Screenwriter - Fiction Writer - Teacher - Basketball Coach

Projects in the Works

Knowing Jack

A novel

Excerpt from Chapter 1:

 

             Jack sat in a chair in his kitchen and looked out at the patio where it was raining. He had Ella Fitzgerald singing in the background—live from… somewhere. He knew little about music, but there was something about Ella’s voice—the glide and ping of it—that allowed him to sink into himself where he sometimes found things worth feeling and often didn’t.  Today, he felt embarrassed to be in this house—too big for one person, too feminine with the flowery bedspreads and yellow wallpaper. When he got in a rut like this he remained in the chair until a sense of humiliation radiated up his spine and made him stand.
            Unless it was basketball season, as it was now, he often had no idea where he’d go when he stood, but he found that he could usually improvise: a trip to the bank where Lilian, the teller, always smiled and called him by his name, or a drive to the diner on 71 where he could be handed a cheery-colored breakfast of eggs and hash browns, no matter the time of day.
            He rarely ate meals at the school cafeteria any more. As a respected coach, he had once been the person everyone in Delaware had associated with Enfield Prep—a sort of gruff ambassador who spoke the language of the farmers and truck drivers and waitresses who lived in town. Jack had been essential, really, in making the Gothic architecture and aura of eliteness on Odessa Road seem less alien to the locals. But now the school, like many things in recent years, seemed alien to him.
            It was somehow a relief when it rained.  Rain gave him permission to sit, to look out a window and drift in thought. Out this window, right now, he saw a basketball hoop and a rusting backboard affixed to the top of a wooden pole. The hoop had risen on a grey fall day like this one when Maddie, his eight-year-old, couldn’t wait for fairer skies to start making her own rain in the bucket. He was given a lot of credit for her subsequent prowess, and he did teach her a great deal about basketball, but he’d always admitted to himself that her sweet shooting stroke was, like Ella’s voice, immaculately conceived. With her, he never went through the messy, invasive process of aligning feet and tucking elbows, or the dogged reminding about exactly where to affix the eyes. He knew in his irritable bowels that talent was overrated—skill meant almost nothing without coaching and practice—but, well, there was also deftness like this in the world that Jack simply had to shrug at and accept as a gift.
            Ella came to the place in the song where she forgets the words. Jesus. A live performance, and she forgets the words. And yet she glides on, making up lyrics as she goes, rhyming them, laughing at herself. It’s better than the song. It’s actual magic, instead of the illusion of it.
            Jack took another sip of coffee and turned to the photo on the wall near his shoulder. In the framed image, a young Jack in a dark suit stood on the court with a cockeyed smile. He held a trophy in one fist. In his other arm was a lovely brunette—the lover of yellow walls and flowery bedspreads.
            The rain came harder. Jack put the coffee cup down, folded his arms, and tried to remember what kind of man he had been.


Skipping all pictures, print exactly the lines below from the one with "Describe the element at coordinates (237, 286)" through the final line.

★ ★ ★ ★ ★ ★ ★

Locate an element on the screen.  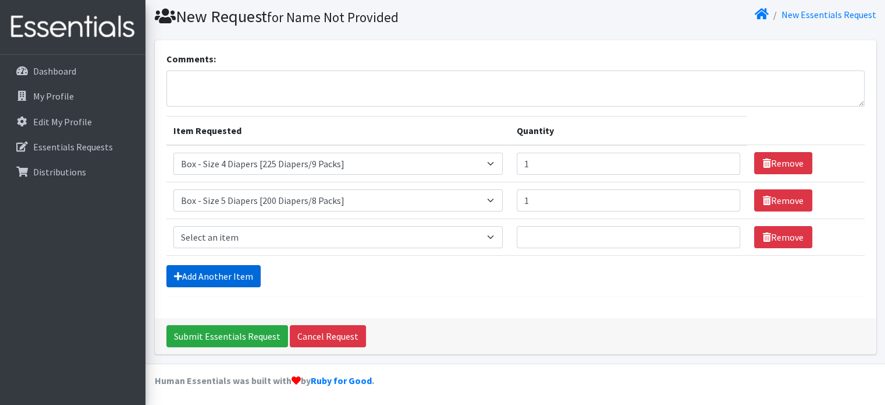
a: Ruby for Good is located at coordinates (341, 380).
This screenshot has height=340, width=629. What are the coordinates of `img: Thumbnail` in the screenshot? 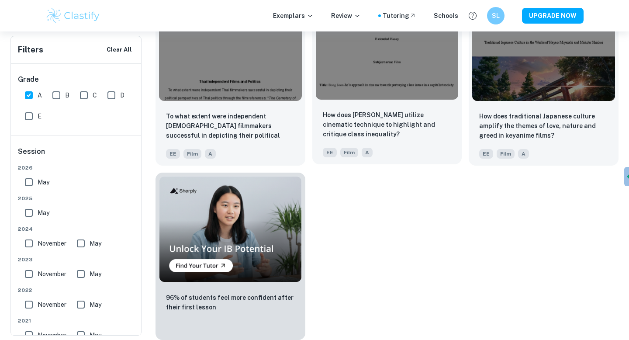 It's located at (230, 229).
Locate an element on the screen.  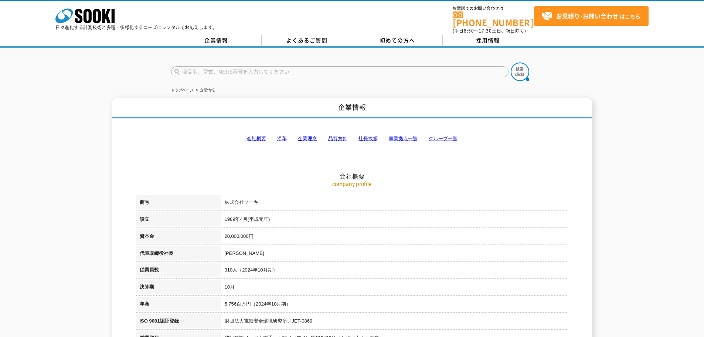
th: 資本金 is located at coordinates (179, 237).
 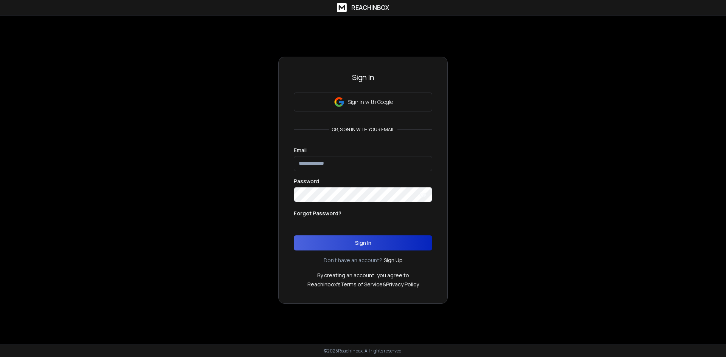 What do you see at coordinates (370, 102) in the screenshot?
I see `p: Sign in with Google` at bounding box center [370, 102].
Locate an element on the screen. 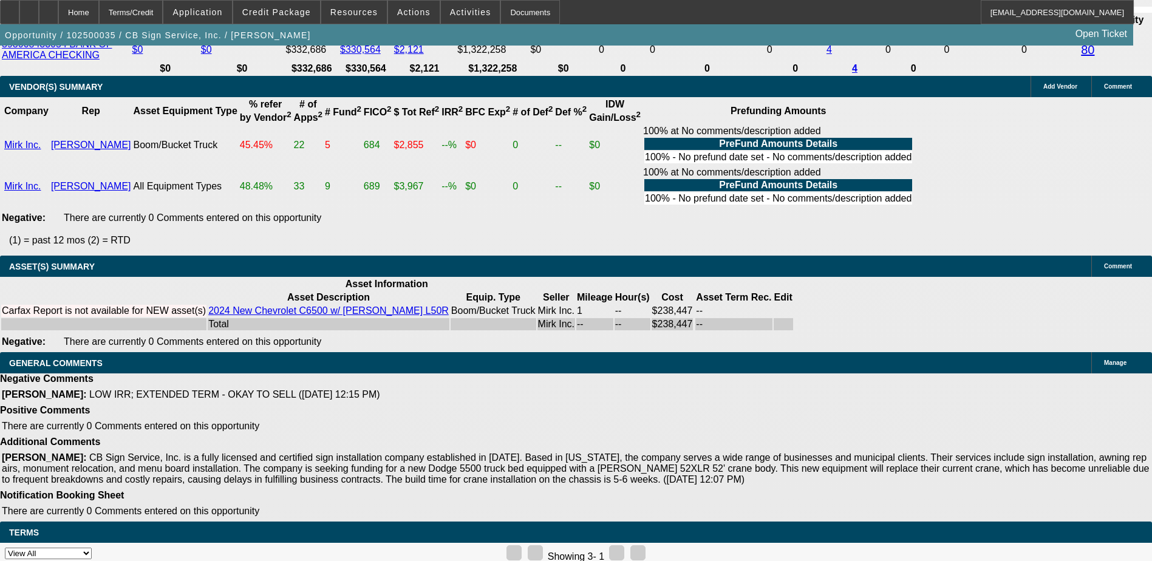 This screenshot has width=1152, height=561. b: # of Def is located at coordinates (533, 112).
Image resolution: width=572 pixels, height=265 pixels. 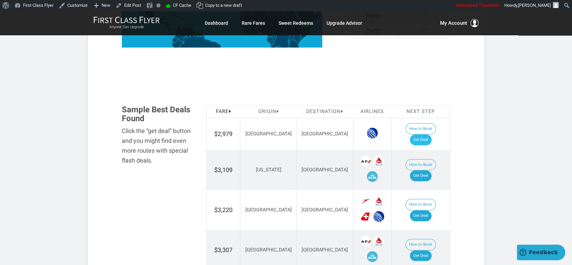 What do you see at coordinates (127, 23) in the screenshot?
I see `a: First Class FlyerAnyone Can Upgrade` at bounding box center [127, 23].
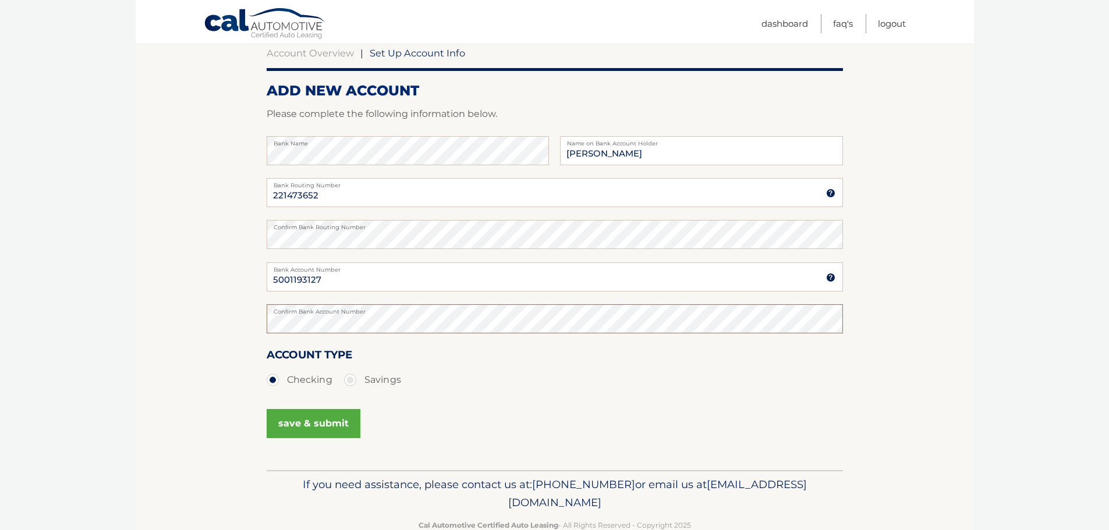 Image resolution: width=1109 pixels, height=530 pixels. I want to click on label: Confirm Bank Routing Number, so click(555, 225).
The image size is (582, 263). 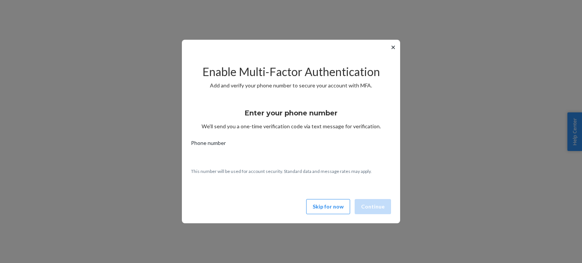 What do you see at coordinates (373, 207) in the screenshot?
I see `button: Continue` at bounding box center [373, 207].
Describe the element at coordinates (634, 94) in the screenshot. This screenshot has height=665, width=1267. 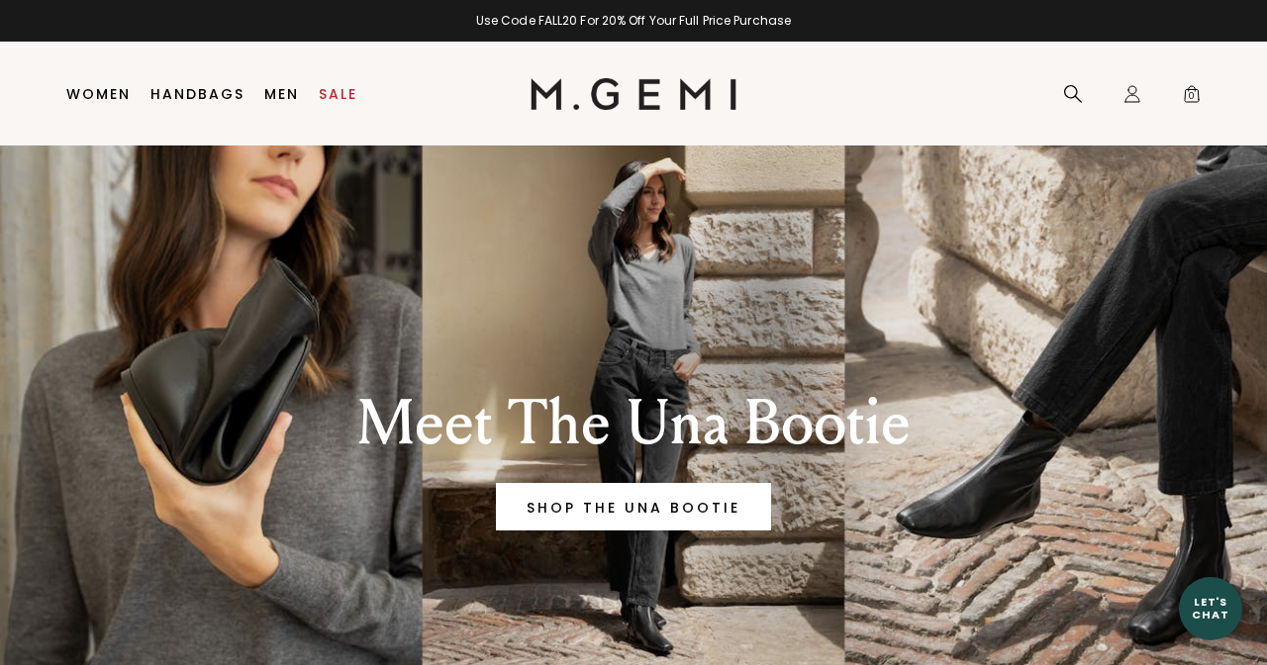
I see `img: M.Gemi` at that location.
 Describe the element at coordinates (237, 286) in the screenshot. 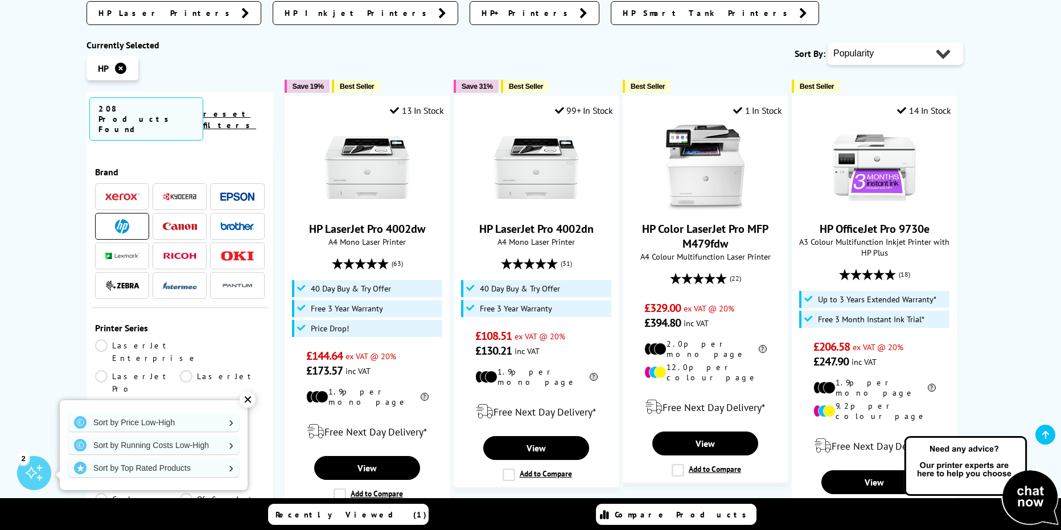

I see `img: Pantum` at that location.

★ ★ ★ ★ ★ ★ ★

**Answer section:**
 Describe the element at coordinates (237, 286) in the screenshot. 

I see `img: Pantum` at that location.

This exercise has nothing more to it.